I’ll tell you my story and you can decide if it is worth $20k. Both schools that my daughters picked had NPCs with the merit money also included. For one, I ran it with her ACT score and gpa, and the merit amount came to the second amount the school offered. When we met with the coach, she had a lower figure, so when we got home I ran it again. Still the higher amount. Hmm. When the official offer came, it was for the lower amount. Called the school and it turns out they’d been using a lower ACT score and hadn’t updated her file when DD retook the test.

There was nothing in the school brochures that said what the merit award should be, just that it was based on gpa, scores and class rank (if available). If I hadn’t run the NPC, I wouldn’t have known to question it. When I asked FA officer about it, he said that merit is awarded by admissions and so the FA officer wouldn’t have questioned it either. Total I would have left on the table? $20k. The NPC was also the first place I learned the amount of the Florida resident grant too. The school would have caught that, but when I was comparing awards during the application stage I wouldn’t have had the correct numbers.

I think running the NPCs is worth the 10 minutes or so that it takes.

Yes, but that’s only undergraduate loans. That’s not counting the Parent PLUS loans that were, until very recently, quite easy to get.

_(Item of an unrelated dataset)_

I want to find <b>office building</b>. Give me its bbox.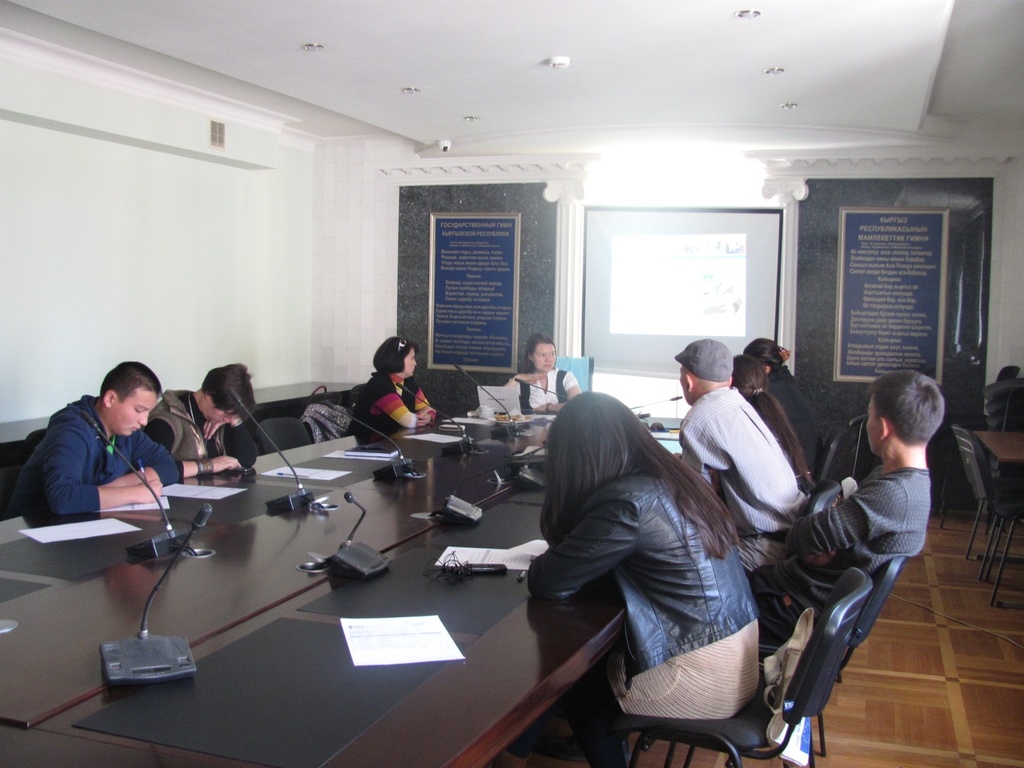
bbox(0, 6, 1023, 767).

I don’t think that’s really a “separate question” if we are discussing taxpayer-funded loans, because Parent PLUS loans are exactly that.

There are some interesting articles in the wild about the endowments at private colleges. Basically, a few authors have contended that large elite universities are basically functioning as hedge funds, investing their considerable endowments while charging ever-higher tuition prices (mostly to upper-middle-class and higher families). At least one author proposed that the government require universities to spend a certain percentage of their endowment (somewhere between 5 and 8 percent) per year on activities directly related to student education - so no nap pods and rock climbing walls, but faculty salaries or adding additional sections or financial aid.

@juillet

In principle, I would agree with this. But, in actuality, I can only think of one elite college that isn’t already spending, at a minimum, 5% of their endowment incomes - Swarthmore IIRC, at 4%.

College faculty are no different than any other members of the middle-class; they’ve seen their positions erode over the space of the past twenty years. Colleges struggle to make the professoriate attractive enough to lure the best minds away from jobs that offer higher starting salaries for far less time spent in school. The pressure to spend money on more compensation is already enormous.

And, hearing this, the ever-growing ranks of adjunct faculty at the nation’s colleges snort derisively.

@dfbdfb

I don’t blame them. But, isn’t the growing trend toward use of part-time or adjunct faculty just another symptom of the same thing I was talking about?

58: Well, what I was trying to say is that there really isn't much upward pressure on faculty salaries. With both a glut of qualified potential hires in the pipeline and the growing adjunctification of the academic workforce, if anything the pressure on salaries (even for the tenure-line folks) is downward.